Several students have taken that lesson to heart, and have seen their writing assignments from the course published in newspapers, blogs, journals, and other formats.

Rediscovering the Thrill of Writing

Jayalakshmi Sengupta lives in Dehli, India, where she works as an editor at a book publishing company. Earlier in her career she worked as a journalist, but after several years of being out of the profession she didn’t know how to get back into writing. She found few opportunities for continuing education in India, so Sengupta sought international options and found Comer’s class on Coursera.

Taking English Composition I reminded her of the excitement of her days as a rookie journalist. Having her work read and evaluated by other students in the course—a process called peer review—made the class even more enriching.

“The peer review process was an excellent system whereby I got to examine my writing from a number of different perspectives,” she said. “This helped in enriching the quality of my essays. In a short span of a few weeks, I had learnt to question more deeply, research more accurately and write with more passion and confidence.”

For her final project for the MOOC, Sengupta wrote an op-ed about violence in Afghanistan and India’s role in establishing peace in the region. In August, it was published in the Huffington Post’s India edition.
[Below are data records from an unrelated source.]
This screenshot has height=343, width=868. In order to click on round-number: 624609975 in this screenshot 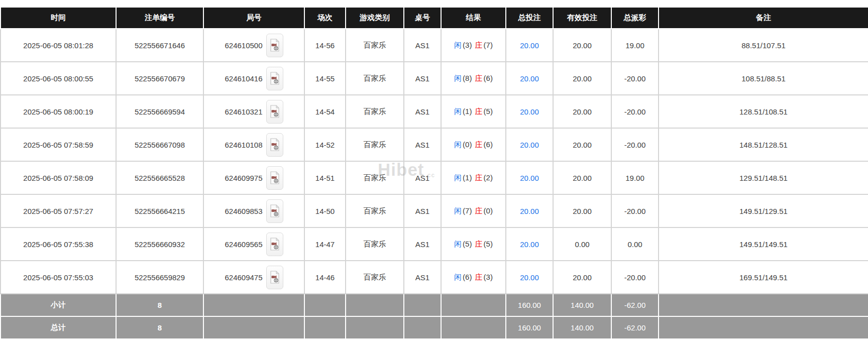, I will do `click(243, 178)`.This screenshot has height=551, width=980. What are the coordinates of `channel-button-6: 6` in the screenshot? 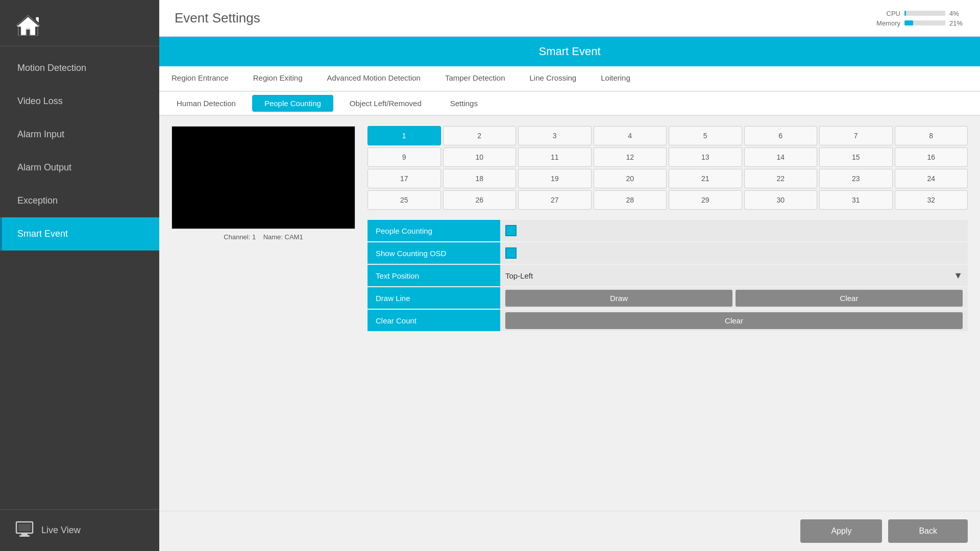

Since then, the Huffington Post has published another piece of her work, and she hopes in the future to contribute her writing to newspapers across the world.

Introducing a Seminal Text to a New Audience

Camilo Florez is a biologist who grew up in Colombia and now lives and works in Alberta, Canada. “Writing can be incredibly intimidating,” he said, particularly because English is not his first language. English Composition I was an opportunity to gain more confidence in his writing by participating in a course designed specifically to support emerging writers.
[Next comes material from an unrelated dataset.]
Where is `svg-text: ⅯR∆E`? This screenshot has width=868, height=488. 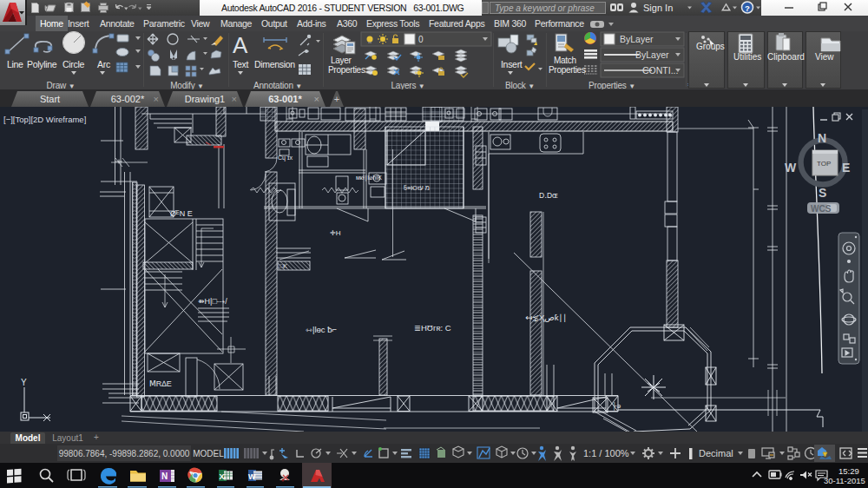
svg-text: ⅯR∆E is located at coordinates (161, 384).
Florez decided to write a book review of The Natural Philosophy of Plant Form, an influential botany text by Agnes Arber first published in 1950. “It may sound odd, but I wrote this article to understand Arber’s theory better. It was more like writing for self-learning.”

In addition, Florez wanted to introduce the work of Arber, a British scientist, to scholars in South America, so he targeted Revista de Biología Tropical, a peer-reviewed journal well-known in the region. His review was accepted and published in the journal’s summer 2015 issue.

Bringing a Personal Perspective to a National Issue

Yuichiro Chikamochi is an English teacher and translator who lives in Okayama, Japan, a remote part of the country. He wanted to hone his English writing skills and signed up for the MOOC because he found more traditional, in-person programs too expensive and too far from where he lives. For his op-ed assignment in the course, he wrote about his personal perspective on a growing trend in Japan of men taking on greater roles in child-rearing and household duties.

He submitted it to four publications, and after a year of feedback and revisions, it appeared in the online and print versions of Japan Times, an English-language newspaper. “I couldn’t believe my eyes when I saw it on their website and, most surprisingly, in print,” he said.

Finding Confidence to Share One’s Own Story

Beverly Reed Scott, who lives outside of Chicago, Illinois, has no formal educational background in writing, though she had studied storytelling and teaches women to use the spoken and written word as a means to self-empowerment. She signed up for the MOOC to see what it would be like to take a course from a major university such as Duke.

“I realized I could be successful in a course that I was certain was for ‘real writers,” Scott said.

The course inspired her to prepare the first volume of a serial memoir she was working on for publication. “It no longer seemed like a suspicion that I had something to offer the world with my story, it became a responsibility.” Scott’s memoir was published by an independent press and is now available on Amazon as a paperback and a Kindle ebook.

While being published isn’t a requirement for Comer’s MOOC, the course does include a guest lecture by expert op-ed writer David Jarmul, and Comer encourages her students who have been published to share their experiences with each other through the course discussion forums. “There are many different levels of experience and sophistication among the learners,” she said. “Hearing stories about writing accomplishments from one another is inspiring for them.”